All the passion and intrigue certainly seems consigned to another era. Hawes and Macfadyen, 36, are now paragons of domesticity, enthusiastic subscribers to The World of Interiors. ‘It has such interesting articles and it doesn’t make you feel inadequate, whereas reading something like Vogue you don’t feel fashionable enough or thin enough.’ If even Hawes feels inadequate, what hope for the rest of us? ‘For a mother of three I feel all right,’ she says, endearingly not totally convinced. ‘I don’t punish myself. Life’s too short.’
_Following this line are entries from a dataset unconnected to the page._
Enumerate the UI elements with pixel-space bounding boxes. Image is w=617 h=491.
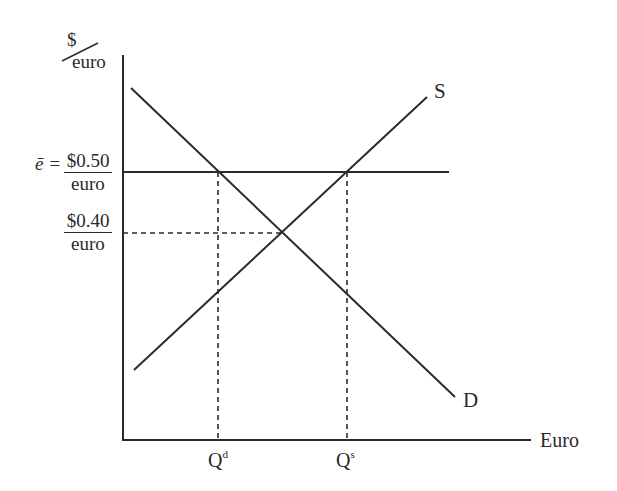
quantity-supplied-label: Qs — [336, 449, 355, 470]
equilibrium-price-unit: euro — [64, 233, 112, 253]
y-axis-label-numerator: $ — [67, 30, 77, 49]
demand-curve-label: D — [463, 390, 478, 411]
fixed-rate-label: $0.50 euro — [64, 151, 112, 193]
quantity-demanded-sup: d — [222, 448, 228, 460]
x-axis-label: Euro — [540, 430, 579, 450]
equilibrium-price-value: $0.40 — [64, 211, 112, 233]
quantity-demanded-base: Q — [208, 449, 222, 471]
fixed-rate-value: $0.50 — [64, 151, 112, 173]
fixed-rate-unit: euro — [64, 173, 112, 193]
demand-curve — [131, 88, 455, 397]
quantity-supplied-sup: s — [350, 448, 354, 460]
quantity-demanded-label: Qd — [208, 449, 228, 470]
supply-curve-label: S — [434, 81, 446, 102]
fixed-rate-prefix: ē = — [35, 154, 61, 173]
quantity-supplied-base: Q — [336, 449, 350, 471]
equilibrium-price-label: $0.40 euro — [64, 211, 112, 253]
y-axis-label-denominator: euro — [72, 52, 106, 71]
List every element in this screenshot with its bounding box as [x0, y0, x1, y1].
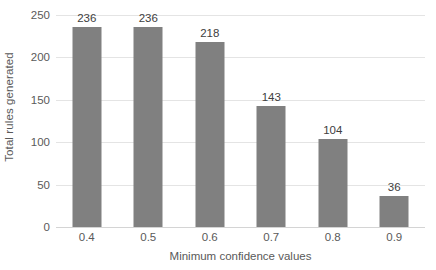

The couple are happily restoring the Victorian house they bought two years ago. They have chickens, a ‘really stupid but totally beautiful’ Coton de Tulear dog called Nana and, of course, the children. Having started her family relatively young, Hawes would love another baby. ‘I mean, they’re lovely, aren’t they? But with four I wouldn’t want to work. It would be too much, just one thing after another. And I love what I do. Never say never, I suppose.’

To help with the menagerie there’s Adam, their ‘manny’ of two years, whom Hawes originally interviewed along with several female candidates. ‘Matthew came home and said, “How were they?” and I said, “There’s only one, really, that I’d like you to meet.”

I was doing the washing-up and wasn’t facing him, and I just heard, “I’m not having a f–ing manny.” He said, “I don’t think the children need another male influence.” But then Adam came for a second meeting and Matthew said, “He’s a really nice chap.” I’ve two boys and a tomboy, so it works brilliantly.

‘I do feel very smug about him,’ she continues. There’s something about having another man around the house. ‘It’s just different from sharing your kitchen with another woman. It’s really easy and he’s fixing the hose as well, which is out of his job remit but he does it.’

Adam won’t accompany them to Mauritius, or be there at Christmas when — back in Strawberry Hill — it will be just the five of them. ‘Matthew will do the cooking, I’ll decorate the table. I love all that.’ We meet six weeks before Christmas but she’s already ordered lots of vintage decorations on eBay, plus bought and wrapped all her presents. ‘Yes, I’m anal. I am just really organised.’

It’s a world away, as Hawes points out herself, from her childhood, as the youngest of four, on a council estate in central London (her father is a cab driver, her mother a housewife). She badgered her parents to let her attend the stage school across the road where her best friend was Emma Bunton, aka Baby Spice (they’ve since lost touch). Hawes left home at 17, worked as a model, then got her big break, a role in Dennis Potter’s television film Karaoke.

‘I mean, it was a nice council estate, but I don’t think I could ever have imagined my life turning out like this. Everyone has their ups and downs, but it could be a lot worse and I’m well aware of that. I’ve been very lucky.’

I feel as if I have, too. I’m not kidding myself that Hawes and I are going to start arranging play dates, but for an hour she’s been a brilliant enough actress to con me into believing we really are best friends.

By Julia Llewellyn Smith for Stella magazine.